I am interested in doing a video about the geometry of the Riemann zeta function, which is to include diagrams of the critical strip. In all of the diagrams I've seen, zeros are isolated points. I'm not sure that has been proven.
An earlier question referred to the article https://phys.org/news/2017-04-insight-math-million-dollar-problem-riemann.html which states without reference that "One of the most helpful clues for proving the Riemann hypothesis has come from function theory, which reveals that the values of the imaginary part, t, at which the function vanishes are discrete numbers." One of the answers indicated that "discrete" means "isolated."
Can anyone provide a reference for that claim?
Should I draw possible zeros (symmetrically across $\Re(s) = 1/2$) as points, line segments of constant $\Re(s)$, line segments of constant $\Im(s)$, and disks?
Let $a+ib$ be a non-trivial zero of $\zeta$, say with $b>0$. Then any zero with imaginary part between $b/2$ and $2b$ lies in the box $$B=\{x+iy:0\le x\le1,b/2\le y\le 2b\}.$$ The box $B$ is compact, and $\zeta$ is holomorphic on an open set containing $B$. As the zeros of a holomorphic function are isolated, then $\zeta$ has finitely many zeros on $B$. Therefore there are only finitely many numbers in the interval $[b/2,2b]$ which are imaginary parts of zeros, and so there's an open interval centred at $b$ in which $b$ is the only possible imaginary part of a zero of $\zeta$.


## PROBLEM DESCRIPTION
Copy nothing but the line with "What elements are" and the lines that follow it to the end of the entries below, and keep the pictures out.

========================

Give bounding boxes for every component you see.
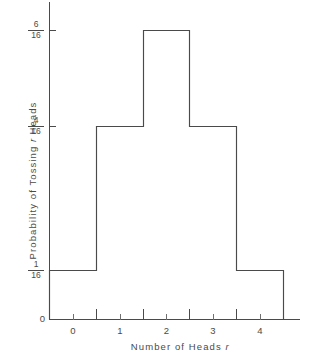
histogram-figure: 6 16 4 16 1 16 0 0 1 2 3 4 Number of Hea… [0,0,322,360]
histogram-step-outline [50,31,284,320]
x-axis-title-text: Number of Heads [131,341,226,352]
x-axis-title: Number of Heads r [60,341,300,352]
y-axis-title-variable: r [27,138,38,142]
x-tick-label-2: 2 [157,325,177,336]
y-tick-label-6-16-numerator: 6 [26,20,46,29]
y-axis-title-text-prefix: Probability of Tossing [27,142,38,260]
y-tick-label-6-16: 6 16 [26,20,46,40]
x-axis-title-variable: r [226,341,230,352]
x-tick-label-1: 1 [110,325,130,336]
y-tick-label-6-16-denominator: 16 [26,31,46,40]
y-axis-origin-label: 0 [31,314,45,324]
y-axis-title-text-suffix: Heads [27,102,38,139]
x-tick-label-4: 4 [250,325,270,336]
plot-canvas [0,0,322,360]
x-tick-label-3: 3 [203,325,223,336]
x-tick-label-0: 0 [63,325,83,336]
y-axis-title: Probability of Tossing r Heads [27,66,38,296]
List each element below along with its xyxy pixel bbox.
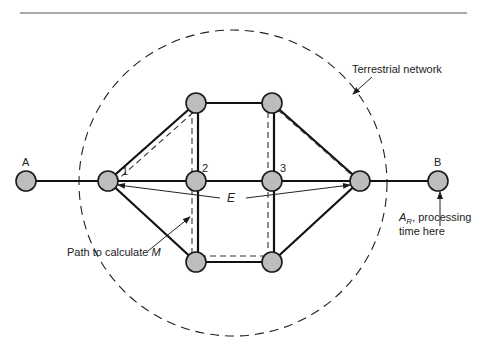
network-diagram: A B 1 2 3 E Terrestrial network Path to … (0, 0, 486, 344)
terrestrial-network-boundary (79, 30, 387, 336)
node-3 (262, 171, 282, 191)
label-B: B (434, 156, 441, 168)
path-M (114, 108, 354, 258)
label-A: A (22, 156, 30, 168)
label-2: 2 (202, 162, 208, 174)
label-ar-processing: AR, processing (398, 211, 471, 226)
node-bottom-right (262, 252, 282, 272)
node-bottom-left (186, 252, 206, 272)
label-1: 1 (122, 165, 128, 177)
node-A (16, 171, 36, 191)
node-1 (98, 171, 118, 191)
terrestrial-arrow (353, 77, 372, 94)
node-B (428, 171, 448, 191)
label-path-to-calculate-m: Path to calculate M (67, 246, 161, 258)
node-hub (350, 171, 370, 191)
label-processing-time-here: time here (399, 225, 445, 237)
label-3: 3 (280, 162, 286, 174)
node-top-right (262, 93, 282, 113)
node-top-left (186, 93, 206, 113)
label-E: E (227, 191, 236, 205)
label-terrestrial-network: Terrestrial network (352, 63, 442, 75)
node-2 (186, 171, 206, 191)
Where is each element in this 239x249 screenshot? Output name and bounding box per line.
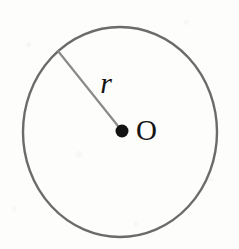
radius-label: r — [100, 66, 112, 99]
radius-line — [58, 51, 122, 131]
circle-diagram-figure: r O — [0, 0, 239, 249]
center-dot — [116, 125, 129, 138]
center-label: O — [136, 114, 157, 146]
diagram-canvas: r O — [0, 0, 239, 249]
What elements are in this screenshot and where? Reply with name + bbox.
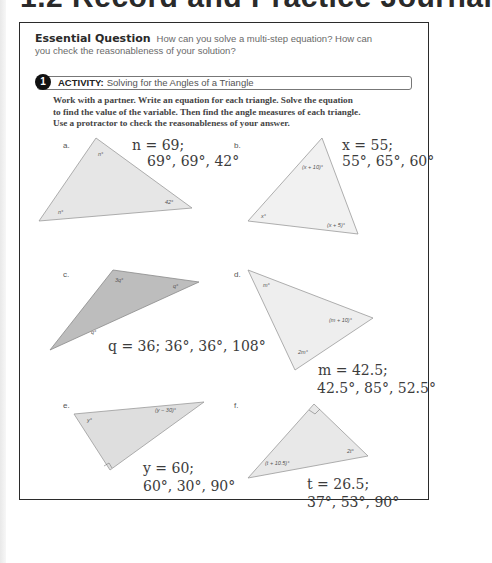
angle-label: (t + 10.5)° — [265, 460, 289, 466]
answer-variable: x = 55; — [342, 137, 393, 153]
problem-label: f. — [234, 401, 238, 410]
angle-label: y° — [87, 417, 92, 423]
angle-label: q° — [173, 283, 178, 289]
problem-label: d. — [234, 270, 241, 279]
answer-variable: t = 26.5; — [307, 476, 369, 492]
answer-variable: q = 36; 36°, 36°, 108° — [108, 338, 266, 354]
angle-label: (y − 30)° — [155, 407, 176, 413]
angle-label: (x + 5)° — [327, 222, 345, 228]
angle-label: q° — [91, 329, 96, 335]
answer-angles: 55°, 65°, 60° — [342, 153, 434, 169]
answer-variable: n = 69; — [132, 137, 184, 153]
angle-label: 42° — [165, 199, 173, 205]
angle-label: (m + 10)° — [329, 317, 352, 323]
answer-angles: 60°, 30°, 90° — [143, 478, 235, 494]
answer-angles: 37°, 53°, 90° — [307, 494, 399, 510]
answer-variable: m = 42.5; — [318, 362, 388, 378]
angle-label: n° — [98, 151, 103, 157]
angle-label: (x + 10)° — [302, 164, 323, 170]
triangle-f — [248, 404, 368, 478]
angle-label: 2m° — [298, 349, 308, 355]
problem-label: e. — [63, 401, 70, 410]
answer-variable: y = 60; — [143, 460, 194, 476]
angle-label: n° — [58, 209, 63, 215]
angle-label: 2t° — [347, 448, 354, 454]
answer-angles: 42.5°, 85°, 52.5° — [317, 380, 436, 396]
angle-label: 3q° — [115, 277, 123, 283]
angle-label: m° — [263, 282, 270, 288]
problem-label: b. — [234, 141, 241, 150]
problem-label: c. — [63, 270, 69, 279]
answer-angles: 69°, 69°, 42° — [147, 153, 239, 169]
angle-label: x° — [261, 213, 266, 219]
problem-label: a. — [63, 141, 70, 150]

========================

## ANSWER BELOW
What elements are in this screenshot and where? Reply with name + bbox.
angle-label: (t + 10.5)° — [265, 460, 289, 466]
answer-variable: x = 55; — [342, 137, 393, 153]
problem-label: f. — [234, 401, 238, 410]
angle-label: y° — [87, 417, 92, 423]
angle-label: q° — [173, 283, 178, 289]
problem-label: d. — [234, 270, 241, 279]
answer-variable: t = 26.5; — [307, 476, 369, 492]
answer-variable: q = 36; 36°, 36°, 108° — [108, 338, 266, 354]
angle-label: (y − 30)° — [155, 407, 176, 413]
angle-label: (x + 5)° — [327, 222, 345, 228]
angle-label: q° — [91, 329, 96, 335]
answer-angles: 55°, 65°, 60° — [342, 153, 434, 169]
answer-variable: n = 69; — [132, 137, 184, 153]
angle-label: 42° — [165, 199, 173, 205]
angle-label: (m + 10)° — [329, 317, 352, 323]
answer-angles: 60°, 30°, 90° — [143, 478, 235, 494]
answer-angles: 37°, 53°, 90° — [307, 494, 399, 510]
answer-variable: m = 42.5; — [318, 362, 388, 378]
angle-label: n° — [98, 151, 103, 157]
angle-label: (x + 10)° — [302, 164, 323, 170]
triangle-f — [248, 404, 368, 478]
angle-label: 2m° — [298, 349, 308, 355]
problem-label: e. — [63, 401, 70, 410]
answer-variable: y = 60; — [143, 460, 194, 476]
angle-label: n° — [58, 209, 63, 215]
angle-label: 2t° — [347, 448, 354, 454]
answer-angles: 42.5°, 85°, 52.5° — [317, 380, 436, 396]
angle-label: 3q° — [115, 277, 123, 283]
angle-label: m° — [263, 282, 270, 288]
problem-label: b. — [234, 141, 241, 150]
problem-label: c. — [63, 270, 69, 279]
answer-angles: 69°, 69°, 42° — [147, 153, 239, 169]
angle-label: x° — [261, 213, 266, 219]
problem-label: a. — [63, 141, 70, 150]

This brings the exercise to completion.